A GARDENER has grown malformed fruits and vegetables after radio-active nodules extracted from Budleigh Salterton cliffs were placed in germinating seed trays beneath them.

A GARDENER has grown malformed fruits and vegetables after radio-active nodules extracted from Budleigh Salterton cliffs were placed in germinating seed trays beneath them.

Tony Carpenter, of Moormead, has been speaking about how he dug out radio-active nodules discovered years ago by a local geologist and stored them for safety’s sake in his garden shed.

Mr Carpenter said he recently raised some seedlings for cucumbers and tomatoes and passed some on to his daughter.

“She was amazed to discover that she was getting freak-looking vegetables, namely a pair of cucumbers welded together as one like Siamese twins,” he said.

“I suddenly remembered that I had recently placed the nodules underneath the germinating seed trays and wondered if this could be the cause.”

Mr Carpenter added: “I remember reading the local newsagents billboard back in the 1930s was the mystifying announcement that a local geologist, Mr Carter, discovered that the cliffs at Budleigh contained radio-active nodules.

“This, he had confirmed with the help of a chemist from Exmouth, by using them to take photographs in total darkness.”
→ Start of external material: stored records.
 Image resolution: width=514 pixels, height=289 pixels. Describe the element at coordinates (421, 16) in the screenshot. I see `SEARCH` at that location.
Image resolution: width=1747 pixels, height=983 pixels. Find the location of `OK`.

Mr Carpenter recalled how not long after the war he was talking to a man in his local pub who said he had visited Budleigh from Harwell, the atomic energy research establishment, to check up on the nodules.
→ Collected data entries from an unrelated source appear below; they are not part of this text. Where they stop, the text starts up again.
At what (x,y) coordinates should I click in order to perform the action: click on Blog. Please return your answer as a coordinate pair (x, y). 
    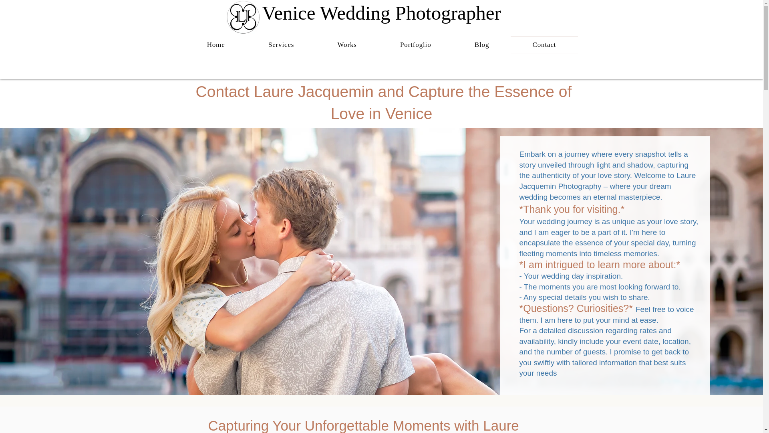
    Looking at the image, I should click on (482, 44).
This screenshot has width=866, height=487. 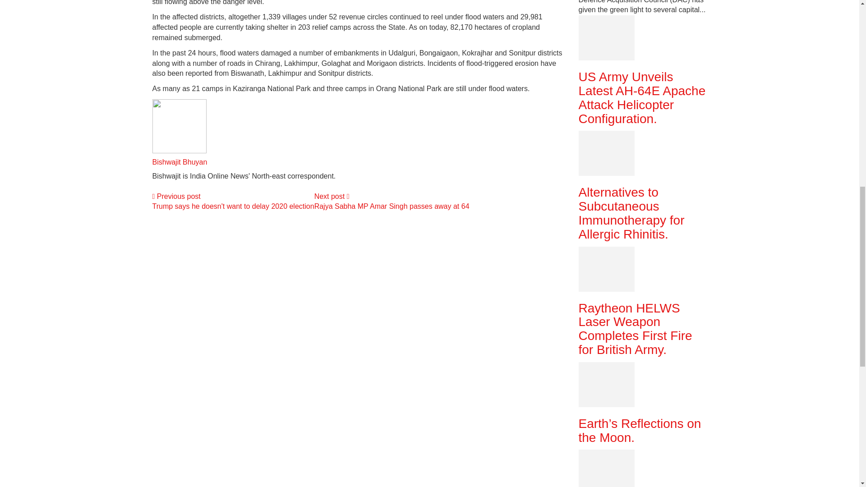 I want to click on next post, so click(x=391, y=204).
“I remember that many years ago when I was living on the local gasworks site, there was a wall built with local sandstone that contained a greyish-coloured building stone.

“It was of similar appearance to the greyish nodules, which on one occasion, at the dead of night we noticed a faint glow emitting.

“I frequently get greeted with total disbelief when relating the story to friends but it is, of course, well substantiated in our local museum.”